Questions about windows support

H. S. Teoh hsteoh at quickfur.ath.cx
Thu Feb 23 13:19:10 PST 2012


On Fri, Feb 24, 2012 at 12:38:52AM +1300, James Miller wrote:
> On 23 February 2012 19:41, H. S. Teoh <hsteoh at quickfur.ath.cx> wrote:
[...]
> > Perhaps there's a way of detecting JPEG or PNG output, say some kind
> > of magic number detection ala /usr/bin/file. Buffer the first few
> > bytes at output at the start of new lines, and if it looks like a
> > JPEG file, buffer the rest of the output instead of displaying it
> > immediately, and if after reading more input it does appear to be a
> > valid JPEG file, then display it as an image.  Otherwise flush the
> > buffer and display it as text.
[...]
> > Or you can do it the easy way by having a dedicated escape sequence
> > that switches to image mode, and write a wrapper for cat that
> > outputs this sequence when it detects image data in its output.
[...]
> I was thinking about both of those options and came to pretty much the
> same conclusions. What would be cool would be to add in new STD* file
> descriptors (ala STDIN, STDOUT, etc) that are dedicated to
> presentation (also means that you can output things to the terminal
> while running a pipe), however that would also require shell support
> (to set the correct FDs on the child process) and I'm not writing a
> terminal /and/ shell (yet).

Well, currently you *can* output to terminal in a pipe by writing to
stderr, which usually points to the terminal even if stdout has been
redirected. Of course, the user can redirect stderr too, but in that
case he doesn't *want* any terminal output, so there's no point fighting
it.


> Otherwise, I think having the terminal take note of what is going on
> in the shell would solve the stuck mode problem, (which i encountered
> accidentally by putting my terminal into alt_charset mode) just have
> it notice if the current process is a shell or not and basically say
> "Shells can't be in image mode". It would probably require grabbing
> /etc/shells.

The problem is that the terminal doesn't know who's sending output to
it. It's just reading one end of a pipe, and anything could be at the
other end, and there could be an arbitrary number of stuff in between.

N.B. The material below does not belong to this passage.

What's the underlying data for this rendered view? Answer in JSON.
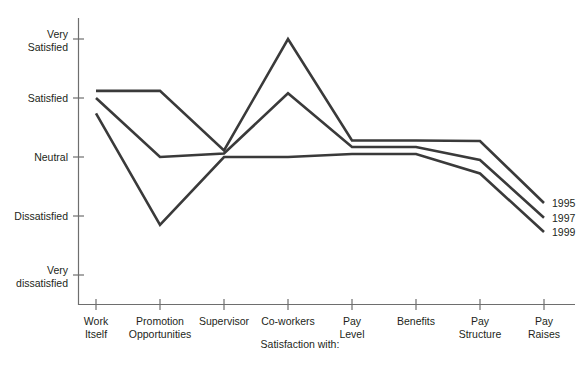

I'm not sure I know any easy and reliable way to solve this.


> The other advantage of using an escape sequence is that assuming that
> it can read fast enough, then it could easily be extended to all sorts
> of things, video for example. Displays a small video in the terminal,
> so you can check that the video is what you actually want, don't
> replace an actual movie player, that would be silly. you could also
> have things like syntax highlighting for supported files.

Actually, if the terminal supported video output, you could actually
have the movie player play inside the terminal. :P Or am I just being
silly?


> As you can probably tell, I am less than enamored by the current
> terminal/shell line-up we have, I just think that there is so much
> more we could do with modern tech, and it doesn't need to even be
> incompatible with older systems!

True.

Taking the idea of an in-terminal video player further, what about a
general escape sequence for "application-specific output"? This can then
be used along with file type (data type) detection to multiplex between
different apps, like image display, movie player, sound player, etc..
The apps will have access to a given region on the terminal screen
(perhaps passed as a subwindow on the underlying windowing system), and
can do whatever they want with it.

This also means you don't need ncurses anymore. The app can get direct
access to the terminal as a graphical drawable, and can do much more
than displaying a bunch of characters in a grid.